The Baptist State Convention of North Carolina was organized in 1830; among its founders were the future first president of Wake Forest College Samuel Wait and Thomas Meredith, the first editor of the Biblical Recorder, the convention’s voice in print since 1835. For 190 years now, the Biblical beliefs, church practices, and struggles of the tie that binds most North Carolina Baptist churches have played out on its printed pages. In 1840, it also revealed a growing rift within the fairly young United States of America that was mirrored in the American Baptist Convention. The American Civil War would not erupt for another two decades but the signs of its coming were clearly on display in the early editions of the Biblical Recorder held in the Wake Forest University Special Collections.
While the seeds of the division between northern and southern states went back to the writing of the nation’s Constitution when the issue of slavery was pushed down the road, the moral debate had not diminished. In 1824, that document’s author and former President Thomas Jefferson compared the issue of slavery to the dilemma of having a wolf by the ear and the dangerous choice of either holding on or letting go; Thomas Jefferson was a slave owner in Virginia.
So it is not surprising that the abolition movement became an early and increasingly frequent topic in the newly circulating Biblical Recorder. Simple articles on the Abolition movement evolved into a debate between northern theologians and southern pastors in letters to the editor and responses.
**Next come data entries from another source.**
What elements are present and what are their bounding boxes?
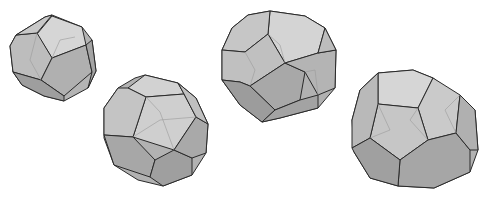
polyhedron-4 bbox=[352, 70, 478, 188]
polyhedra-scene bbox=[0, 0, 484, 197]
polyhedron-1 bbox=[10, 15, 96, 101]
polyhedron-2 bbox=[104, 75, 208, 186]
polyhedron-3 bbox=[222, 11, 336, 122]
In a February 2, 1836 editorial, the question was posed “Is the holding of slaves a sin against God?” and the answer was “Yes…But…” The financial impact of freeing the slaves was too big a consideration to be dismissed. Biblical Recorder editor Thomas Meredith continued to print informative reports from the American Anti- Slavery Society and stories on William Wilberforce as well as religious instruction of slaves but also supported the right and economic necessity to own slaves in the South. Meredith was a northerner by birth and upbringing in Doylestown, Pennsylvania but came to North Carolina as a missionary, married a southern girl named Georgia and pastored several churches in North Carolina. Thomas Meredith was also a slave owner, something he never revealed in his writings or newspaper.
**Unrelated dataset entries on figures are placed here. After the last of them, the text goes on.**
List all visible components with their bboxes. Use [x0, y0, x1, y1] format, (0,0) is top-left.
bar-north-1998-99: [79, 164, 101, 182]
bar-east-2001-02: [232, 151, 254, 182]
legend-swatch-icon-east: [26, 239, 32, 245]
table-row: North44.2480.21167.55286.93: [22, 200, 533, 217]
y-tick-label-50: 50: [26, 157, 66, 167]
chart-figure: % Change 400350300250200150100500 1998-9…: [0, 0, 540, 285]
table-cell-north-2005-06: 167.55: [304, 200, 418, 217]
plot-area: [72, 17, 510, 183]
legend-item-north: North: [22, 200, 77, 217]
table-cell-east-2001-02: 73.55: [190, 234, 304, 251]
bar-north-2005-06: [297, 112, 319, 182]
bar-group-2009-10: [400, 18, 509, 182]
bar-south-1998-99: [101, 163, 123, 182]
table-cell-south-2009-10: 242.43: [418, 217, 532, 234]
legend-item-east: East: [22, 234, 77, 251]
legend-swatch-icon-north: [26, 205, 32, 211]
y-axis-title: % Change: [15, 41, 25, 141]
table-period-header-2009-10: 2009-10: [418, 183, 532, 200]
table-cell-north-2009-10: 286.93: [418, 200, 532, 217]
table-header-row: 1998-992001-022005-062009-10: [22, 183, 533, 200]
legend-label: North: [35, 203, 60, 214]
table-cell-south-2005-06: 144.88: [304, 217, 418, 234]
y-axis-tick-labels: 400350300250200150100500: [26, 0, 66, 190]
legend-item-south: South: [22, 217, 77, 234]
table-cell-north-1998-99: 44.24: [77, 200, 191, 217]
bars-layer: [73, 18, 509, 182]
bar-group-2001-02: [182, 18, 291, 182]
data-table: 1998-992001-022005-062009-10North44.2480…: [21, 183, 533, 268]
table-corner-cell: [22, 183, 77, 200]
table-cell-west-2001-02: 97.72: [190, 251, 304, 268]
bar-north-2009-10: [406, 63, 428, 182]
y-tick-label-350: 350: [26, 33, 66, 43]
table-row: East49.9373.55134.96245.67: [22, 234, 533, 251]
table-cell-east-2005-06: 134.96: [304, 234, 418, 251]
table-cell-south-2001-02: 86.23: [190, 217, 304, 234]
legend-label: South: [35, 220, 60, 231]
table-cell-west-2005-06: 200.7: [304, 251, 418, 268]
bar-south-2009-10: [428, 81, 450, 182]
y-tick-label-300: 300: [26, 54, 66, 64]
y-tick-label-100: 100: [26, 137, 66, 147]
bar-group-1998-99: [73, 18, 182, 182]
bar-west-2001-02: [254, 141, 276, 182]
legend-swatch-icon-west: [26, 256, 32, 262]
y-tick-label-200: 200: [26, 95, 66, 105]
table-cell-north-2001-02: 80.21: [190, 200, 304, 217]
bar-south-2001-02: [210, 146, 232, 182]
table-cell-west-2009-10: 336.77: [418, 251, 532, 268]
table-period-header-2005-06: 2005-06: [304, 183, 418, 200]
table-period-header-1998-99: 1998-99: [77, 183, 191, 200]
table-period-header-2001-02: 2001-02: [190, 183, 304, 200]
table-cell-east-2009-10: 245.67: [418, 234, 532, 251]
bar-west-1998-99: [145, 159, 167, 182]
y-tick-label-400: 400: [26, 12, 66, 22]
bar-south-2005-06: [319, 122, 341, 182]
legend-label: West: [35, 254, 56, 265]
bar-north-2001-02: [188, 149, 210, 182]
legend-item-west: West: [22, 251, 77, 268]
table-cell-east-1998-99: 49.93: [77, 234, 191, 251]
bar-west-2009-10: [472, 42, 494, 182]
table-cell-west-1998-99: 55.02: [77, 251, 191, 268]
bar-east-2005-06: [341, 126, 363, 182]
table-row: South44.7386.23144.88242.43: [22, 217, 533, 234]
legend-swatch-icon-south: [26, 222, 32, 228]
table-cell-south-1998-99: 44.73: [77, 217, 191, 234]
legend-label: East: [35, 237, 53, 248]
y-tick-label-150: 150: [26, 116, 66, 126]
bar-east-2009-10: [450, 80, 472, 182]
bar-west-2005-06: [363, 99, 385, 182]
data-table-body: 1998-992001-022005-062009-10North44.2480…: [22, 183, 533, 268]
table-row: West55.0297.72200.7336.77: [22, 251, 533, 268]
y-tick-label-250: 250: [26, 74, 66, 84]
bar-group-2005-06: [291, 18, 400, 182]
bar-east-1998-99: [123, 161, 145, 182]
In the October 10, 1840 edition of the Biblical Recorder, Reverend Jesse Hartwell wrote a particularly significant letter where he raised the question whether it would be advantageous to create a separate Southern Baptist Convention due to the current distrust by southerners of northerners over the issue of slavery. (The idea of schism had almost certainly been discussed in church foyers but, this is a significant early mention of the concept in print.) Hartwell stated (and the Biblical Recorder printed) “It is necessary that something should be done to remove the spirit of distrust from southern minds, which has been, whether justly or unjustly, roused by the conduct of northerners.” Trust and fellowship had been broken between the brethren. Furthermore, the abolitionists were blamed as those who “have put an end of union of effort in the cause of religion” referring to jointly supported missions.
The Southern Baptist Convention would be created five years later in 1845, in another state, but the dye (or ink) had been cast for North Carolina Baptists. Readership of the Biblical Recorder was greatly expanding in the 1840s as churches distributed the weekly newspaper to its congregants. For many, in an era when literacy was rapidly increasing and especially in the remote western portion of the state, this may well have been the only newspaper residents had easy access to and were getting their information from a trusted source.

Thomas Meredith, the sole editor of the Biblical Recorder since its conception, had also written the North Carolina State Baptist Convention’s constitution as well as served as its president and Chairman of the Board of Wake Forest College so he was an influential voice in the state. He pushed for a college for women and many years later Meredith College would honor that impetus. However Meredith died prematurely in 1850, on the eve of the advent of widespread photography with which he was so fascinated (and included an article in the BR about the advancing technology) but without his image ever being captured by a camera. He also never saw the Civil War and the Emancipation of slaves.
In these old, water stained pages of the Biblical Recorder that Meredith laid out in type lie seeds of the coming national civil war and the origins of a church division, resulting in the creation of the Southern Baptist Convention, today the largest religious denomination in the United States.
Both the Baptists and the United States would soon be officially divided but they did not yet know that in the fall of 1840, when church leaders walked home with a fresh copy of the Biblical Recorder tucked under their arms, for Sunday dinner prepared by their slaves. Small boys later that evening had The Biblical Recorder read to them by firelight, boys who would grow up to don Confederate uniforms and fight for a cause already dying.
6 Comments on ‘The Biblical Recorder and an Origins Story’
Thank you, Marcia, we really appreciate all your Baptist historical expertise!
This is such fascinating history! Thanks for writing it up!!
It’s so interesting to see contemporary commentary on big controversies like this when we now know how the story ends. Thanks for sharing this peek into the origins of the SBC!
Marcia, you always do such a great job at making history accessible for today’s audience. Thank you for sharing!
So interesting! Thanks for synthesizing these historical documents to share such a fascinating part of NC history.
Congratulations for this important and valuable report.